Hockey wins $200,000 in Fairfax Media defamation case
- Written by The Conversation
Federal Treasurer Joe Hockey has been awarded A$200,000 in damages for a partial win in his defamation case against Fairfax Media.
The damages were given for a Sydney Morning Herald poster and two tweets from The Age, but Hockey’s case against the articles themselves was dismissed.
Running under the headline “Treasurer for Sale” Fairfax Media reported in May 2014 that Hockey was offering “privileged access” to business people and lobbyists in returns for tens of thousands of dollars in donations to the Liberal party through a secretive fundraising body.
The reports ran in the SMH and The Age, as well as in the Canberra Times (which used another headline).
Justice Richard White of the Federal Court awarded $120,000 for the poster and $80,000 for the tweets.
The SMH poster said “Treasurer for Sale”, and the tweets included those words.
Hockey’s counsel had argued that the tweets should be considered as a “discrete publication and its defamatory meaning determined separately in the same way that the meaning of a poster for a newspaper article is considered separately from the article to which it relates”.
The Age’s Twitter followers saw the bare tweet and only saw the article if they clicked on the hyperlink.
In his judgment, Justice White said he accepted this submission.
Counsel referred to the evidence that, as at 5 May 2014, The Age had about 280,000 followers on its Twitter account and that some 789 only of these had that day downloaded the article headed “Treasurer for Sale: Joe Hockey offers privileged access”. This meant, counsel submitted, that of those who received the tweet, some 279,000 had not gone on to read the hyperlinked article, making it inappropriate to regard the tweet and the article as one publication.
Although the article contained the headline, “Treasurer for Sale”, Justice White found it was in context and was “reporting on a method by which access to Mr Hockey in his important role as Treasurer could be obtained by the payment of significant sums, but not that Mr Hockey himself, or his judgment or discretion, could be bought”.
But Justice White said:
I consider that the poster in this case would have been understood by ordinary reasonable readers as conveying assertions of fact, in particular, that the SMH had carried out an investigation which had revealed matters indicating that Mr Hockey was “for sale” and that that day’s edition contained a report of what the investigation had uncovered. There was nothing in the poster to indicate that what was “for sale” was a form of access to Mr Hockey in the context of a means of commonly accepted political fundraising.
The judge said that SMH editor-in-chief Darren Goodsir, who wrote the “Treasurer For Sale” headline was “motivated by his animus towards Mr Hockey”. Goodsir, who had a run in with Hockey earlier in the year, “sought a headline which would be hurtful of, or damaging to, Mr Hockey”.
“Mr Goodsir had lost objectivity. If it was not for his desire to get back at Mr Hockey, I consider it probable that he would have selected a less provocative headline,” the judge said.
Hockey argued that the reporting conveyed the impression that he was corrupt. The judge said he accepted the submission from Hockey’s counsel “that a defamatory allegation of corruption by a politician is a serious defamation” and the damages should reflect that.
But, Justice White noted that the defamatory imputations in this case were not the most serious defamation of this kind – allegations that he had taken bribes or been prepared to take bribes would have been more serious.
The judge said there was some arbitrariness in the damages. The awards could not compensate Hockey for all the hurt he had experienced “because much of it results from publications which I have found not to be defamatory”, Justice White said.
“Mr Hockey would have suffered that hurt and any loss of reputation involved independently of the publication of the SMH poster and the first two Twitter matters.”
Michelle Grattan does not work for, consult to, own shares in or receive funding from any company or organisation that would benefit from this article, and has no relevant affiliations.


**Brief:** Write out the entries below exactly as they stand. Skip every image.

**Supplied data:**
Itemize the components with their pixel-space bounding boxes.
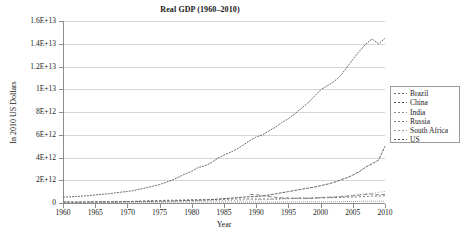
- x-axis-tick-mark: [127, 204, 128, 208]
- y-axis-tick-labels: 02E+124E+126E+128E+121E+131.2E+131.4E+13…: [18, 0, 56, 240]
- y-axis-tick-label: 1.6E+13: [20, 17, 56, 25]
- x-axis-tick-labels: 1960196519701975198019851990199520002005…: [0, 208, 464, 220]
- chart-title: Real GDP (1960–2010): [0, 5, 400, 14]
- legend-swatch-icon: [394, 130, 407, 131]
- y-axis-tick-label: 0: [20, 199, 56, 207]
- legend-swatch-icon: [394, 102, 407, 103]
- y-axis-tick-mark: [59, 89, 63, 90]
- y-axis-tick-label: 1.2E+13: [20, 63, 56, 71]
- y-axis-tick-label: 4E+12: [20, 154, 56, 162]
- legend-swatch-icon: [394, 93, 407, 94]
- y-axis-tick-label: 2E+12: [20, 176, 56, 184]
- y-axis-tick-mark: [59, 158, 63, 159]
- x-axis-tick-mark: [160, 204, 161, 208]
- legend-item-us[interactable]: US: [393, 135, 457, 144]
- legend-item-russia[interactable]: Russia: [393, 117, 457, 126]
- y-axis-tick-label: 1E+13: [20, 85, 56, 93]
- legend-swatch-icon: [394, 139, 407, 140]
- legend-item-south-africa[interactable]: South Africa: [393, 126, 457, 135]
- chart-container: Real GDP (1960–2010) 02E+124E+126E+128E+…: [0, 0, 464, 240]
- y-axis-title: In 2010 US Dollars: [9, 58, 18, 168]
- legend-label: Brazil: [410, 89, 428, 98]
- y-axis-tick-mark: [59, 67, 63, 68]
- legend: BrazilChinaIndiaRussiaSouth AfricaUS: [390, 86, 460, 143]
- legend-item-china[interactable]: China: [393, 98, 457, 107]
- x-axis-tick-mark: [63, 204, 64, 208]
- x-axis-tick-mark: [256, 204, 257, 208]
- x-axis-tick-label: 2010: [365, 208, 405, 217]
- x-axis-tick-mark: [385, 204, 386, 208]
- y-axis-tick-mark: [59, 21, 63, 22]
- y-axis-tick-label: 6E+12: [20, 131, 56, 139]
- legend-label: India: [410, 108, 425, 117]
- y-axis-tick-label: 8E+12: [20, 108, 56, 116]
- y-axis-tick-label: 1.4E+13: [20, 40, 56, 48]
- x-axis-tick-mark: [321, 204, 322, 208]
- legend-label: US: [410, 135, 420, 144]
- x-axis-tick-mark: [192, 204, 193, 208]
- legend-label: Russia: [410, 117, 430, 126]
- y-axis-tick-mark: [59, 112, 63, 113]
- y-axis-tick-mark: [59, 180, 63, 181]
- y-axis-tick-mark: [59, 44, 63, 45]
- x-axis-title: Year: [63, 220, 385, 229]
- series-lines: [63, 21, 385, 203]
- y-axis-tick-mark: [59, 135, 63, 136]
- x-axis-tick-mark: [95, 204, 96, 208]
- series-line-us: [63, 38, 385, 197]
- x-axis-tick-mark: [288, 204, 289, 208]
- legend-label: China: [410, 98, 428, 107]
- legend-item-india[interactable]: India: [393, 108, 457, 117]
- x-axis-tick-mark: [224, 204, 225, 208]
- legend-swatch-icon: [394, 121, 407, 122]
- legend-item-brazil[interactable]: Brazil: [393, 89, 457, 98]
- legend-swatch-icon: [394, 112, 407, 113]
- legend-label: South Africa: [410, 126, 448, 135]
- x-axis-tick-mark: [353, 204, 354, 208]
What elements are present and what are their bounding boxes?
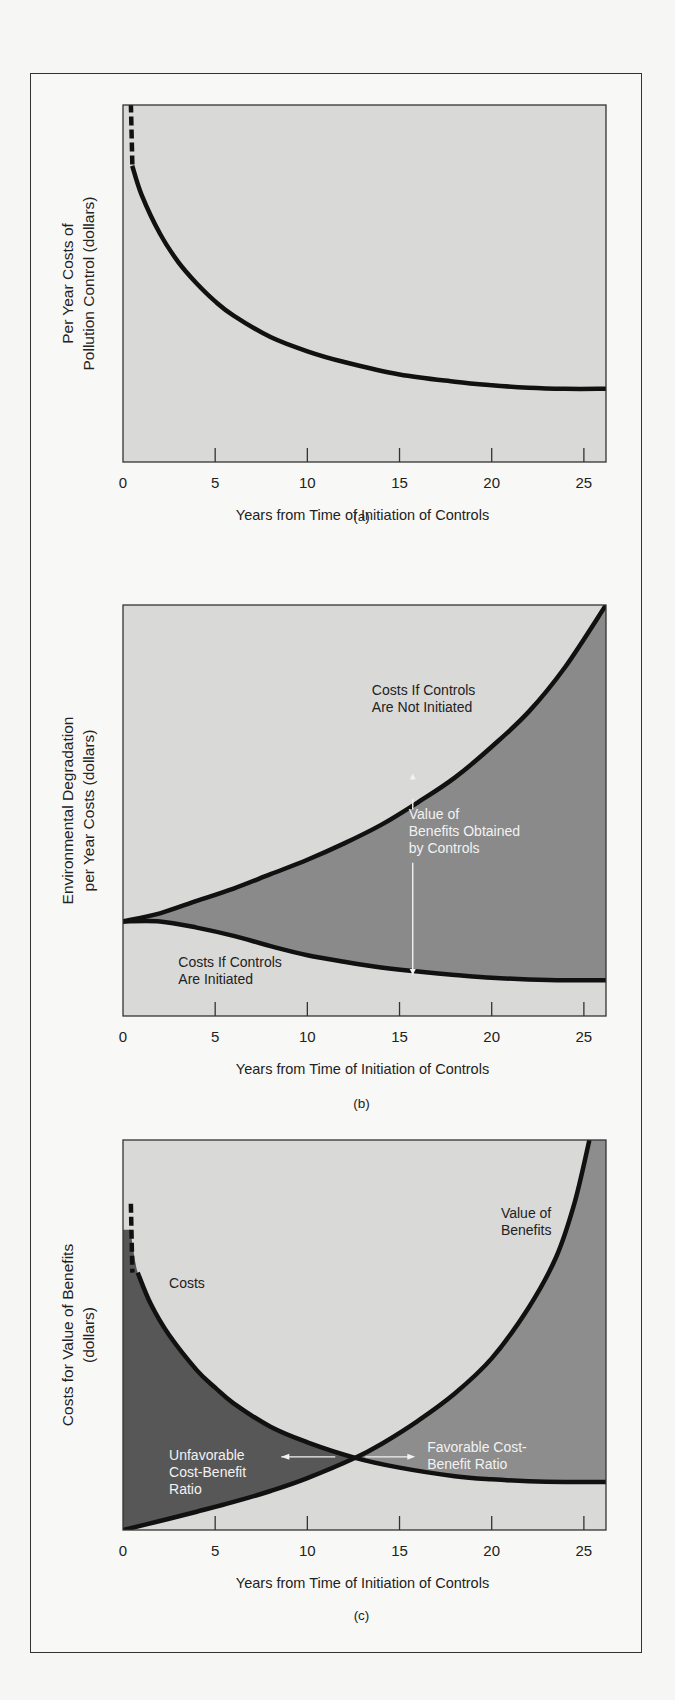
annotation-0: Costs bbox=[169, 1275, 205, 1291]
x-tick-label: 10 bbox=[299, 1028, 316, 1045]
x-tick-label: 20 bbox=[483, 1028, 500, 1045]
annotation-1: Value ofBenefits bbox=[501, 1205, 552, 1238]
chart-panel-a: 0510152025Years from Time of Initiation … bbox=[59, 104, 606, 524]
y-axis-label: Environmental Degradation bbox=[59, 717, 76, 905]
x-tick-label: 15 bbox=[391, 1028, 408, 1045]
x-tick-label: 25 bbox=[576, 1028, 593, 1045]
x-tick-label: 0 bbox=[119, 1542, 127, 1559]
x-tick-label: 0 bbox=[119, 1028, 127, 1045]
annotation-0: Costs If ControlsAre Not Initiated bbox=[372, 682, 475, 715]
x-tick-label: 15 bbox=[391, 1542, 408, 1559]
x-tick-label: 15 bbox=[391, 474, 408, 491]
x-tick-label: 5 bbox=[211, 474, 219, 491]
chart-panel-c: 0510152025Years from Time of Initiation … bbox=[59, 1140, 606, 1623]
y-axis-label: Costs for Value of Benefits bbox=[59, 1244, 76, 1427]
x-tick-label: 25 bbox=[576, 1542, 593, 1559]
x-tick-label: 5 bbox=[211, 1028, 219, 1045]
y-axis-label: Per Year Costs of bbox=[59, 222, 76, 343]
x-axis-label: Years from Time of Initiation of Control… bbox=[236, 1061, 489, 1077]
x-tick-label: 10 bbox=[299, 1542, 316, 1559]
x-tick-label: 0 bbox=[119, 474, 127, 491]
panel-caption: (b) bbox=[353, 1096, 370, 1111]
chart-panel-b: 0510152025Years from Time of Initiation … bbox=[59, 605, 606, 1111]
x-tick-label: 20 bbox=[483, 474, 500, 491]
y-axis-label: (dollars) bbox=[80, 1307, 97, 1363]
panel-caption: (a) bbox=[353, 509, 370, 524]
x-tick-label: 5 bbox=[211, 1542, 219, 1559]
panel-caption: (c) bbox=[354, 1608, 370, 1623]
x-tick-label: 20 bbox=[483, 1542, 500, 1559]
x-axis-label: Years from Time of Initiation of Control… bbox=[236, 1575, 489, 1591]
figure-svg: 0510152025Years from Time of Initiation … bbox=[0, 0, 675, 1700]
y-axis-label: per Year Costs (dollars) bbox=[80, 730, 97, 892]
x-tick-label: 25 bbox=[576, 474, 593, 491]
y-axis-label: Pollution Control (dollars) bbox=[80, 196, 97, 370]
x-tick-label: 10 bbox=[299, 474, 316, 491]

**Output for this exercise:**
Itemize the components with their pixel-space bounding boxes.
- x-axis-tick-mark: [127, 204, 128, 208]
- y-axis-tick-labels: 02E+124E+126E+128E+121E+131.2E+131.4E+13…: [18, 0, 56, 240]
- y-axis-tick-label: 1.6E+13: [20, 17, 56, 25]
- x-axis-tick-labels: 1960196519701975198019851990199520002005…: [0, 208, 464, 220]
- chart-title: Real GDP (1960–2010): [0, 5, 400, 14]
- legend-swatch-icon: [394, 130, 407, 131]
- y-axis-tick-label: 0: [20, 199, 56, 207]
- legend-swatch-icon: [394, 102, 407, 103]
- y-axis-tick-mark: [59, 89, 63, 90]
- y-axis-tick-label: 1.2E+13: [20, 63, 56, 71]
- y-axis-tick-label: 4E+12: [20, 154, 56, 162]
- legend-swatch-icon: [394, 93, 407, 94]
- y-axis-tick-label: 2E+12: [20, 176, 56, 184]
- y-axis-tick-mark: [59, 158, 63, 159]
- x-axis-tick-mark: [160, 204, 161, 208]
- legend-item-us[interactable]: US: [393, 135, 457, 144]
- legend-item-russia[interactable]: Russia: [393, 117, 457, 126]
- y-axis-tick-label: 1E+13: [20, 85, 56, 93]
- legend-swatch-icon: [394, 139, 407, 140]
- legend-item-south-africa[interactable]: South Africa: [393, 126, 457, 135]
- chart-container: Real GDP (1960–2010) 02E+124E+126E+128E+…: [0, 0, 464, 240]
- y-axis-title: In 2010 US Dollars: [9, 58, 18, 168]
- legend-label: Brazil: [410, 89, 428, 98]
- y-axis-tick-mark: [59, 67, 63, 68]
- legend: BrazilChinaIndiaRussiaSouth AfricaUS: [390, 86, 460, 143]
- legend-item-china[interactable]: China: [393, 98, 457, 107]
- x-axis-tick-mark: [63, 204, 64, 208]
- x-axis-tick-mark: [256, 204, 257, 208]
- x-axis-tick-label: 2010: [365, 208, 405, 217]
- x-axis-tick-mark: [385, 204, 386, 208]
- y-axis-tick-mark: [59, 21, 63, 22]
- y-axis-tick-label: 6E+12: [20, 131, 56, 139]
- legend-label: India: [410, 108, 425, 117]
- y-axis-tick-label: 8E+12: [20, 108, 56, 116]
- y-axis-tick-label: 1.4E+13: [20, 40, 56, 48]
- x-axis-tick-mark: [321, 204, 322, 208]
- legend-label: US: [410, 135, 420, 144]
- x-axis-tick-mark: [192, 204, 193, 208]
- legend-label: Russia: [410, 117, 430, 126]
- y-axis-tick-mark: [59, 112, 63, 113]
- y-axis-tick-mark: [59, 180, 63, 181]
- y-axis-tick-mark: [59, 44, 63, 45]
- x-axis-title: Year: [63, 220, 385, 229]
- series-lines: [63, 21, 385, 203]
- y-axis-tick-mark: [59, 135, 63, 136]
- x-axis-tick-mark: [95, 204, 96, 208]
- series-line-us: [63, 38, 385, 197]
- x-axis-tick-mark: [288, 204, 289, 208]
- legend-label: China: [410, 98, 428, 107]
- legend-item-india[interactable]: India: [393, 108, 457, 117]
- x-axis-tick-mark: [224, 204, 225, 208]
- legend-swatch-icon: [394, 121, 407, 122]
- legend-item-brazil[interactable]: Brazil: [393, 89, 457, 98]
- legend-swatch-icon: [394, 112, 407, 113]
- legend-label: South Africa: [410, 126, 448, 135]
- x-axis-tick-mark: [353, 204, 354, 208]
What elements are present and what are their bounding boxes?
annotation-0: Costs bbox=[169, 1275, 205, 1291]
x-tick-label: 10 bbox=[299, 1028, 316, 1045]
x-tick-label: 20 bbox=[483, 1028, 500, 1045]
annotation-1: Value ofBenefits bbox=[501, 1205, 552, 1238]
chart-panel-a: 0510152025Years from Time of Initiation … bbox=[59, 104, 606, 524]
y-axis-label: Environmental Degradation bbox=[59, 717, 76, 905]
x-tick-label: 15 bbox=[391, 1028, 408, 1045]
x-tick-label: 25 bbox=[576, 1028, 593, 1045]
x-tick-label: 0 bbox=[119, 1542, 127, 1559]
x-tick-label: 0 bbox=[119, 1028, 127, 1045]
annotation-0: Costs If ControlsAre Not Initiated bbox=[372, 682, 475, 715]
x-tick-label: 15 bbox=[391, 1542, 408, 1559]
x-tick-label: 15 bbox=[391, 474, 408, 491]
x-tick-label: 5 bbox=[211, 474, 219, 491]
chart-panel-c: 0510152025Years from Time of Initiation … bbox=[59, 1140, 606, 1623]
y-axis-label: Costs for Value of Benefits bbox=[59, 1244, 76, 1427]
x-tick-label: 25 bbox=[576, 1542, 593, 1559]
x-tick-label: 5 bbox=[211, 1028, 219, 1045]
y-axis-label: Per Year Costs of bbox=[59, 222, 76, 343]
x-axis-label: Years from Time of Initiation of Control… bbox=[236, 1061, 489, 1077]
x-tick-label: 10 bbox=[299, 1542, 316, 1559]
x-tick-label: 0 bbox=[119, 474, 127, 491]
panel-caption: (b) bbox=[353, 1096, 370, 1111]
chart-panel-b: 0510152025Years from Time of Initiation … bbox=[59, 605, 606, 1111]
x-tick-label: 20 bbox=[483, 474, 500, 491]
y-axis-label: (dollars) bbox=[80, 1307, 97, 1363]
panel-caption: (a) bbox=[353, 509, 370, 524]
x-tick-label: 5 bbox=[211, 1542, 219, 1559]
panel-caption: (c) bbox=[354, 1608, 370, 1623]
x-tick-label: 20 bbox=[483, 1542, 500, 1559]
x-axis-label: Years from Time of Initiation of Control… bbox=[236, 1575, 489, 1591]
figure-svg: 0510152025Years from Time of Initiation … bbox=[0, 0, 675, 1700]
y-axis-label: per Year Costs (dollars) bbox=[80, 730, 97, 892]
x-tick-label: 25 bbox=[576, 474, 593, 491]
y-axis-label: Pollution Control (dollars) bbox=[80, 196, 97, 370]
x-tick-label: 10 bbox=[299, 474, 316, 491]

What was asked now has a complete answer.